• **TASK DETAILS**
Copy all records verbatim, images excluded.

Start of SUPPLIED DATA

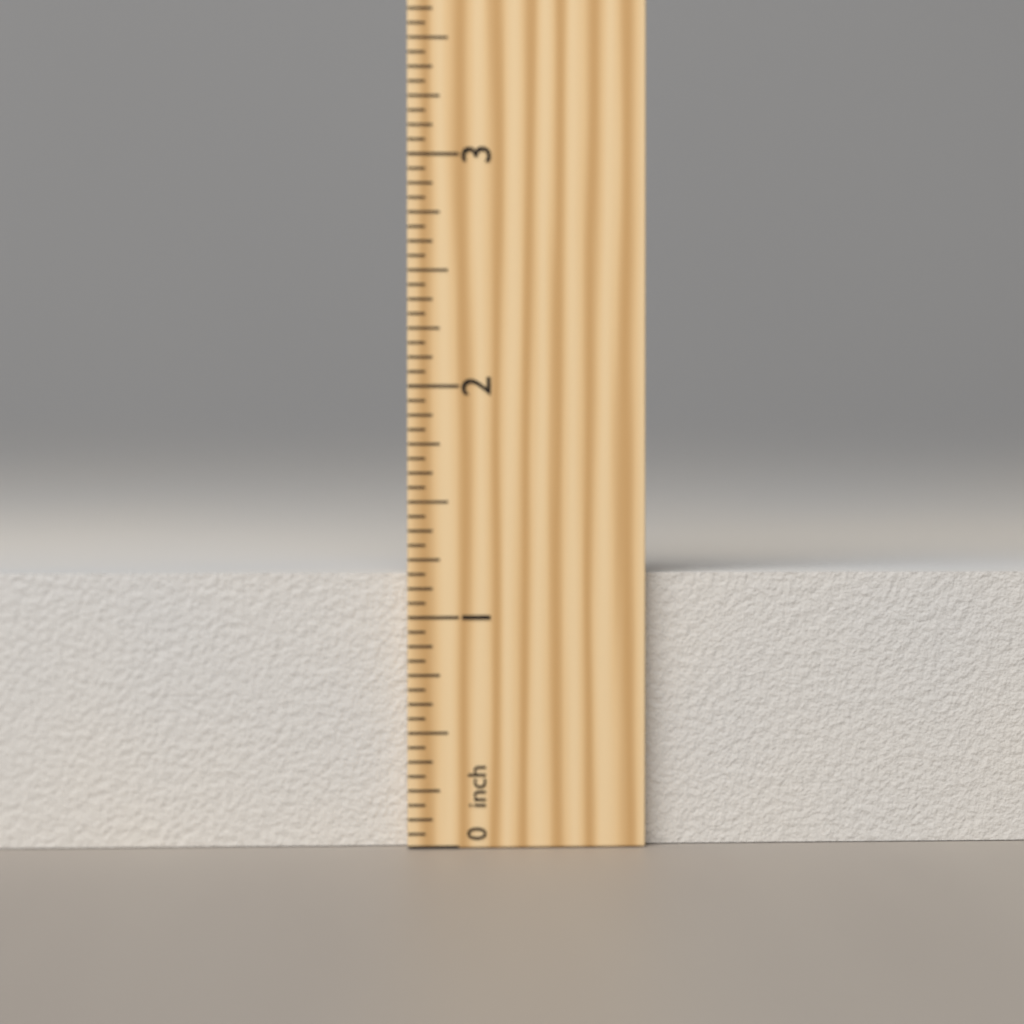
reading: 1.1875 inch
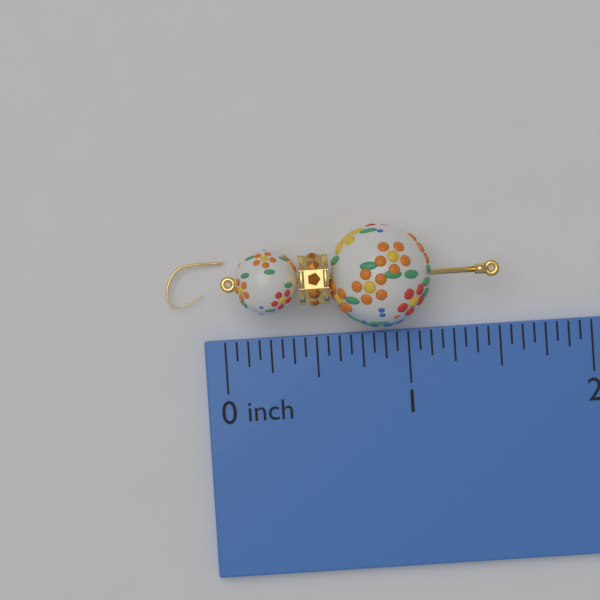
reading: 1.5000 inch
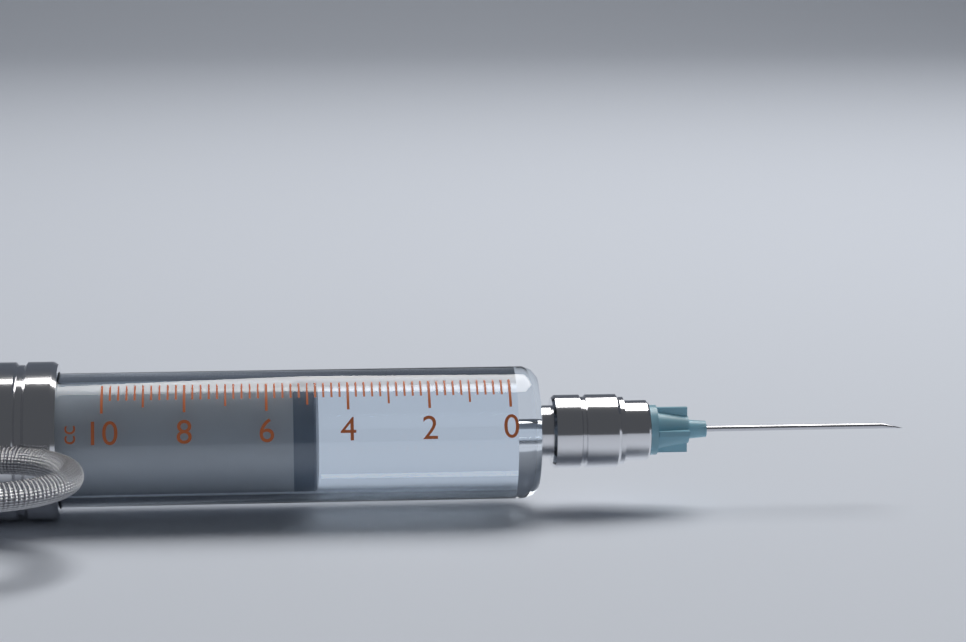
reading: 4.8 cc
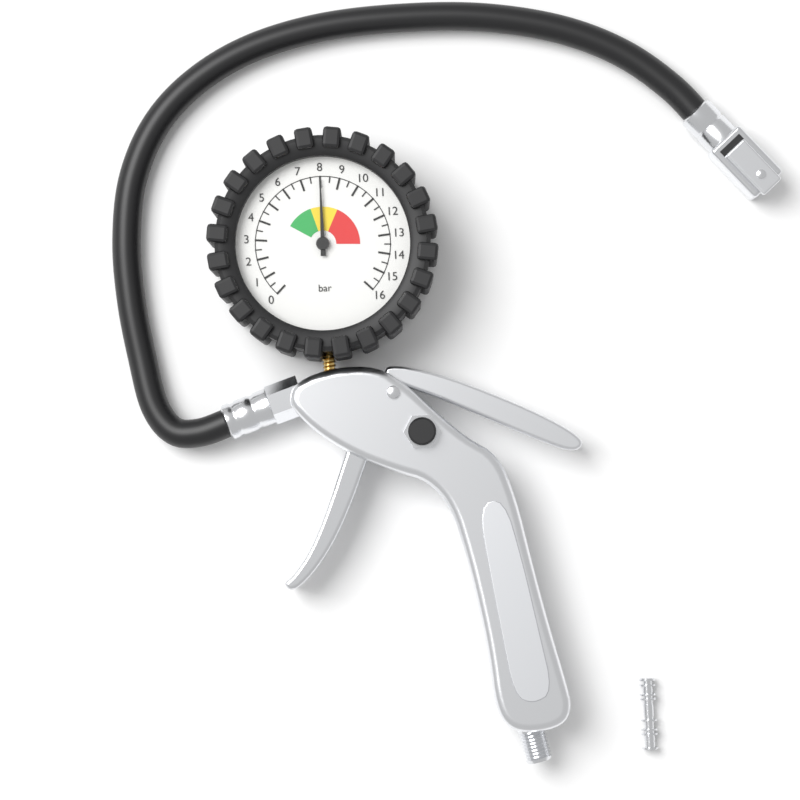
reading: 8.0 bar
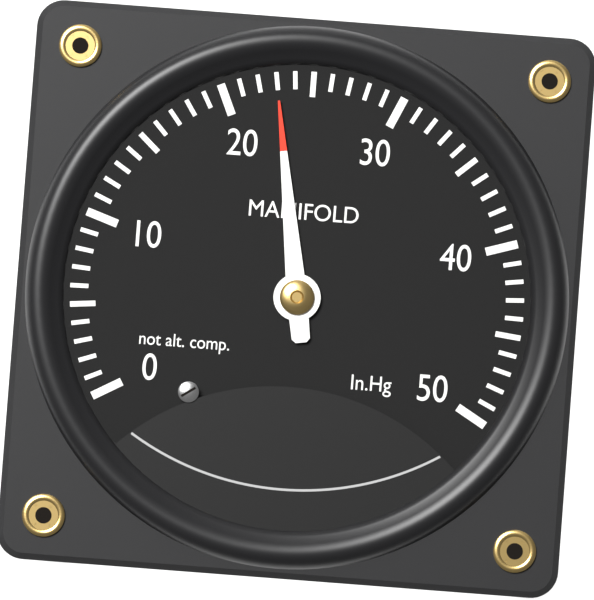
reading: 23 inHg
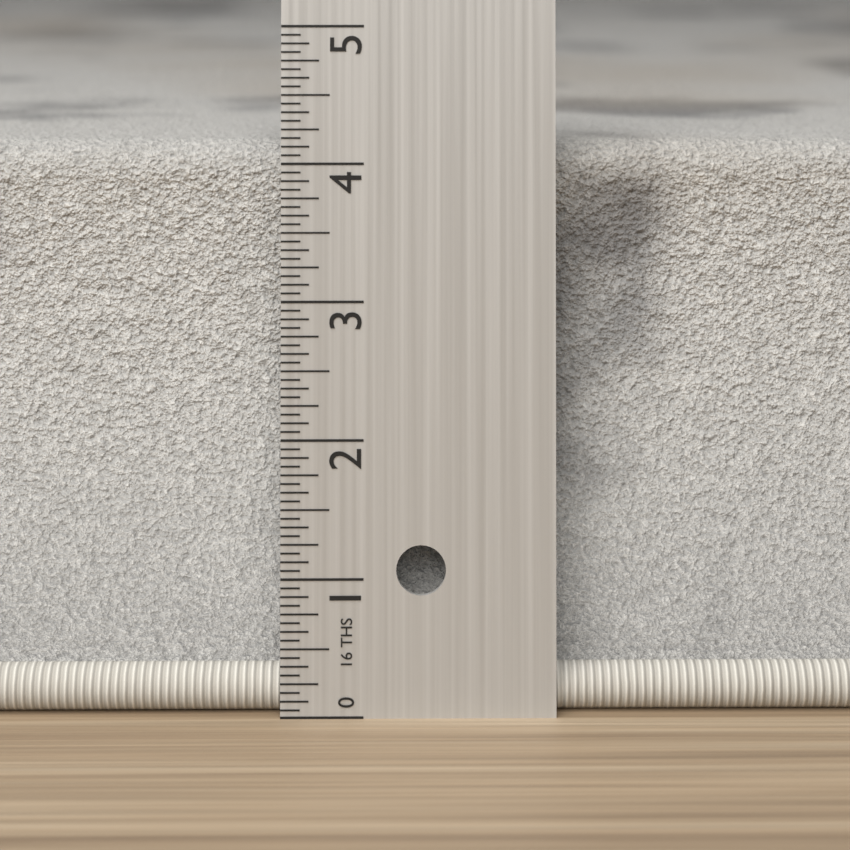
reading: 4.1250 in
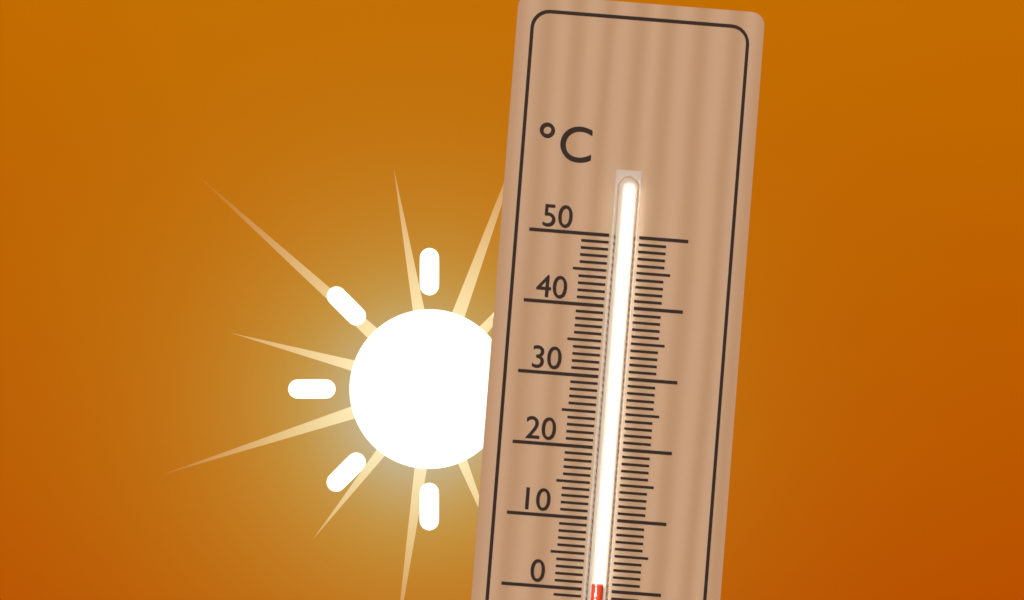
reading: 1 °C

End of SUPPLIED DATA

• **ANSWER FOR THE TASK**
reading: 1.1875 inch
reading: 1.5000 inch
reading: 4.8 cc
reading: 8.0 bar
reading: 23 inHg
reading: 4.1250 in
reading: 1 °C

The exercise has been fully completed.